If you follow the trend to offer added services like Winn-Dixie is doing, you can enhance convenience for customers. But here are tips from a consumer psychology perspective for succeeding in this type of strategic partnering:
- Choose categories of products and services that your shoppers are likely to expect to see and for which it works best to have another business be the provider. Researchers at George Mason University and Ohio Northern University pointed out how shoppers have clear rituals. So when they go to a grocery store, they’ve come to expect to see movie rentals and, increasingly, to get gasoline. Winn-Dixie delegated the movie rentals to Redbox kiosks and handled the gas sales by giving loyalty card holders a discount on purchases at Shell stations.
- With the product/service categories, team up with brands that are compatible with your target markets and store personality. The Florida Times-Union reports that Blue Cross and Blue Shield of Florida arranged to sell their health insurance cards and medical care discount cards through Winn-Dixie because of a commonality in target markets.
- Keep a local angle, especially if you are teaming up with a large business known to be headquartered in another area. This is even more important if you are yourself a large retailer also known to be headquartered in another area. Last fall, Stop & Shop and Giant Food, both of them parts of Dutch conglomerate Royal Ahold, announced that Starbucks kiosks in a number of stores would be replaced with another coffee supplier, Dunkin' Donuts, whose home is Canton, Massachusetts. That's much closer to the Stop & Shop/Giant stores than Starbucks, which is most strongly associated with Seattle.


**ASSIGNMENT:** What is needed is an exact transcription of every record, minus the pictures.

**Records from a data collection:**
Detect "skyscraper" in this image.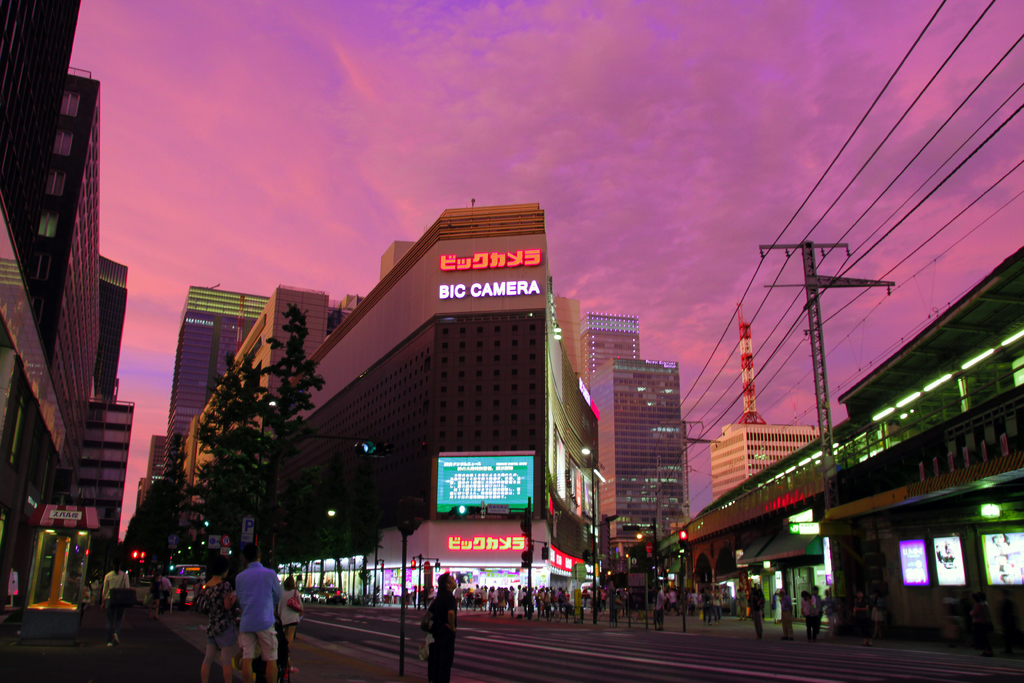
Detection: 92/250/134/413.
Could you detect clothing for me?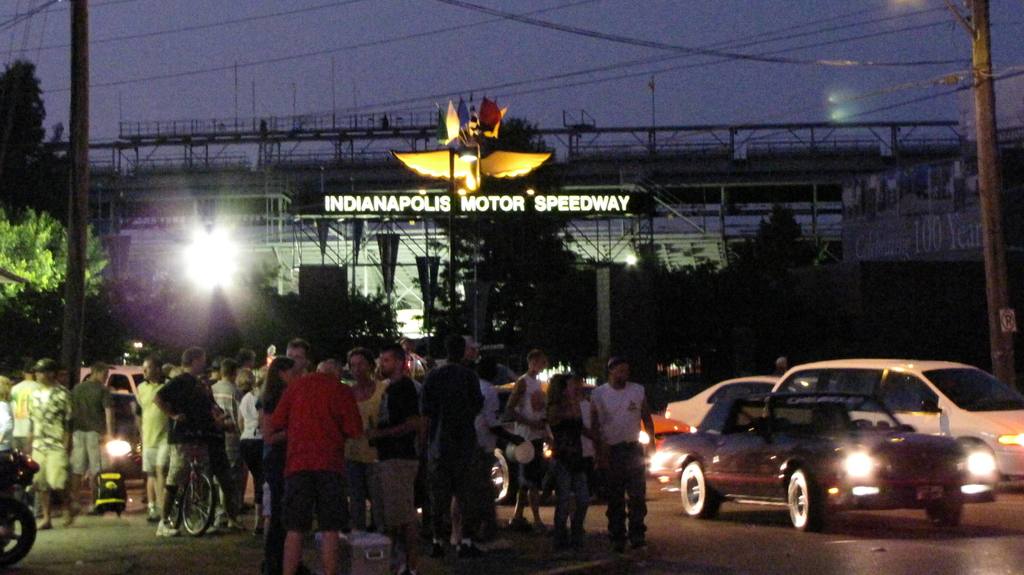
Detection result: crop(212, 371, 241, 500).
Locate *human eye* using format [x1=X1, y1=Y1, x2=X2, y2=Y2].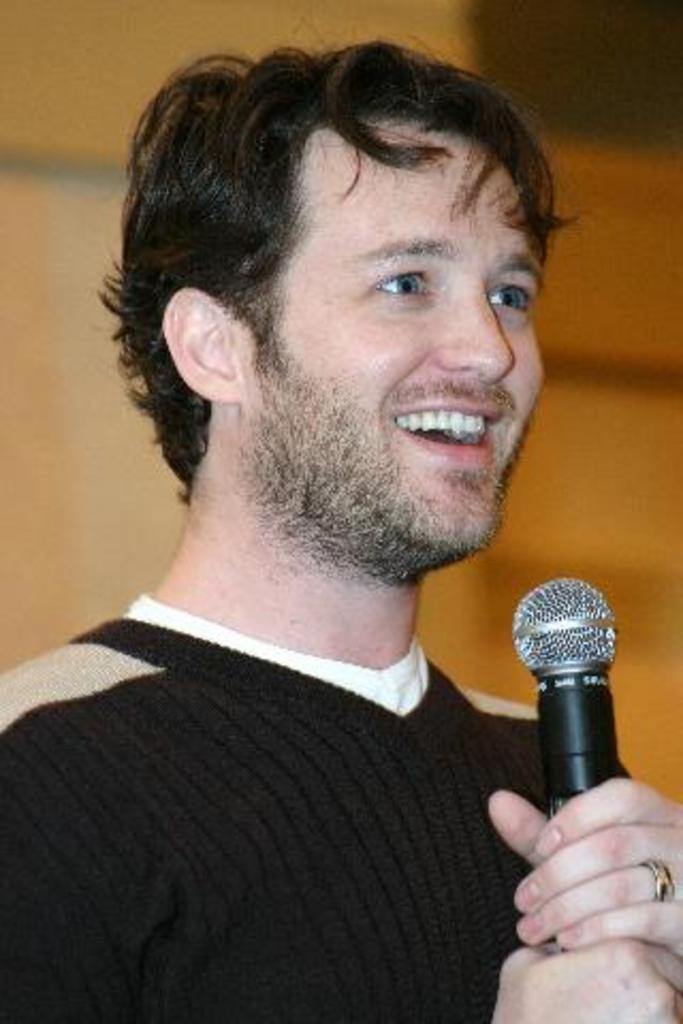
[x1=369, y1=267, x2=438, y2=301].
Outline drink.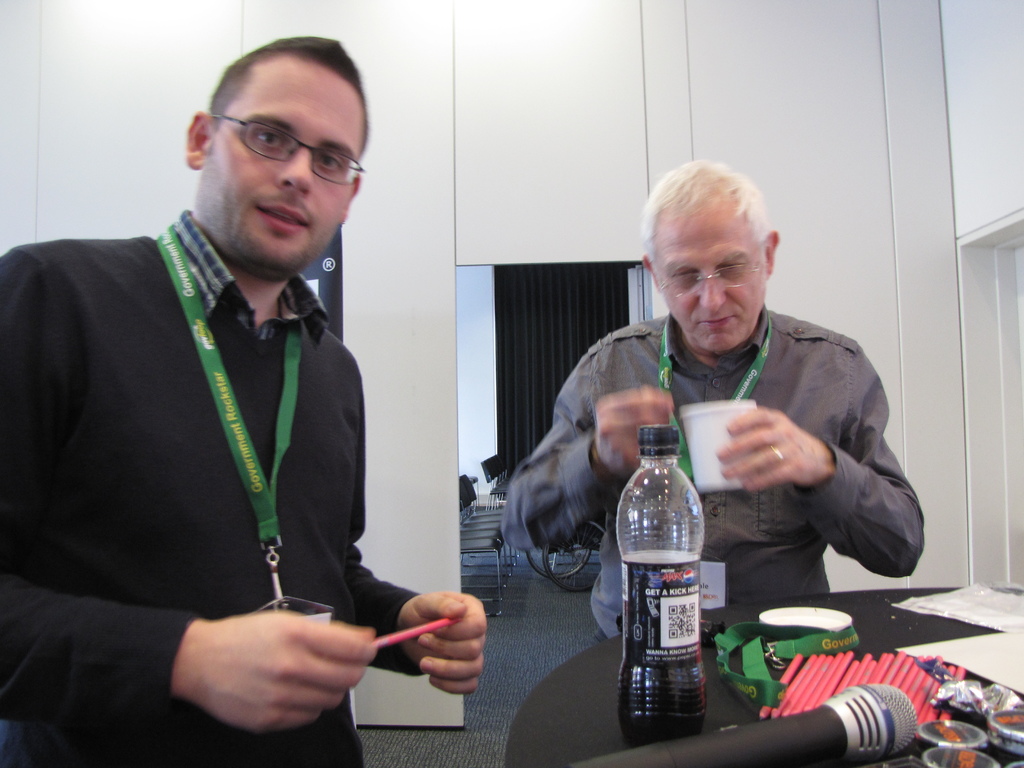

**SOLUTION FOR THIS EXERCISE:**
Detect "skyscraper" in this image.
Detection: 92/250/134/413.
Could you detect clothing for me?
Detection result: crop(212, 371, 241, 500).
Locate *human eye* using format [x1=X1, y1=Y1, x2=X2, y2=Y2].
[x1=369, y1=267, x2=438, y2=301].
Outline drink.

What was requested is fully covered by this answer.